What video?
What you described is a double spend. It becomes progressively more difficulty for Alice to build the longer chain unless she hash a majority of the computing power. It doesn't matter if Alice starts building the attack chain first or makes the legitimate deposit and then starts building the attack chain the probability she will outrace the network starting from a block behind is unlikely. The more confirmations the less likely it becomes.
For a deposit of 1,000 BTC the exchange should probably require more than three confirmations. Meni wrote a very good paper on the economics of double spending. If Alice has 10% of the network computing power her chance of being successful is 1.712% for 3 confirmations, 0.546% for 4 confirmations, 0.178% for 5 confirmations, and 0.059% for 6 confirmations.

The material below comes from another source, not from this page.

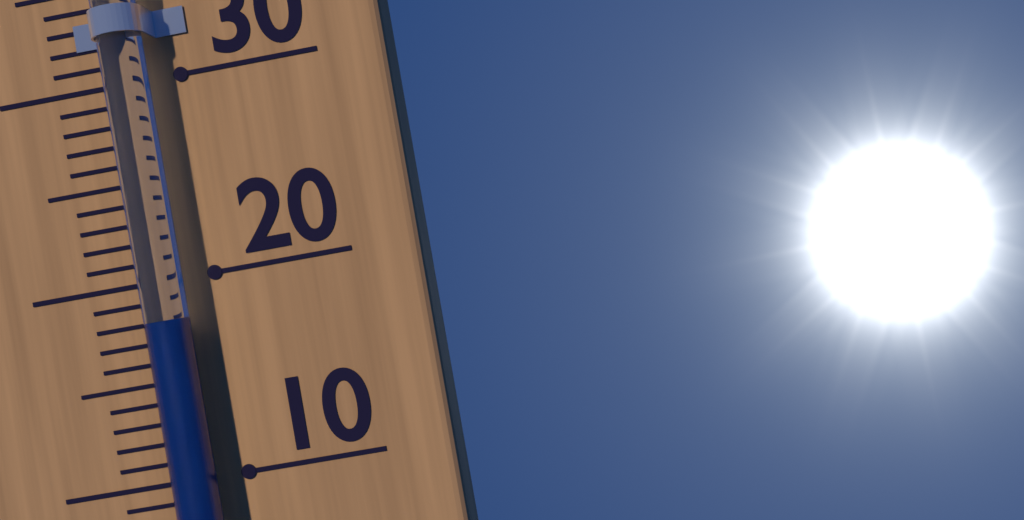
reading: 18 °C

The exchange can also protect itself by validating KYC information for users involved in large transactions.
https://bitcoil.co.il/Doublespend.pdfAs for your quote. I don't know what Satoshi was talking about in the quoted section as it doesn't make any sense to me either. You are right, the attacker doesn't need the victims PubKey in order to build the chain because the "attack chain" will contain the double spend not the spend to the victim. I can only conclude that Satoshi was either mistaken or he is talking about something else and is unclear in the wording. The paper was written at a theoretical level about a year before the first version of the client was completed.
This video:
http://www.youtube.com/watch?v=Lx9zgZCMqXE . At around 14:00 minutes, it explains why one can't preparing blocks ahead of time. I think what it says is incorrect.
Meni assumes one block was pre-mined by the attacker. All his calculation is base on this assumption.
My case is that the attacker pre-mines all the blocks he needs, Which makes him sure he can double spend the coins. The calculation should be different between my case and Meni's case.
I think if someone really want to double spend coins, he should pre-mine all the blocks he needs.
The reasons are:
1. When he is successfully pre-mine the blocks he needs, he is 100% sure he can double spend the coins.
2. When he pre-mine the blocks, he can abandon his hidden chain when his chain becomes shorter than the honest chain, and works on another hidden chain after the honest chain. This is more efficient. In Meni's case, unless the attacker gives up his attack, after the he spent the coins in the honest chain, he can't abandon his hidden chain even if the honest chain becomes longer than his chain.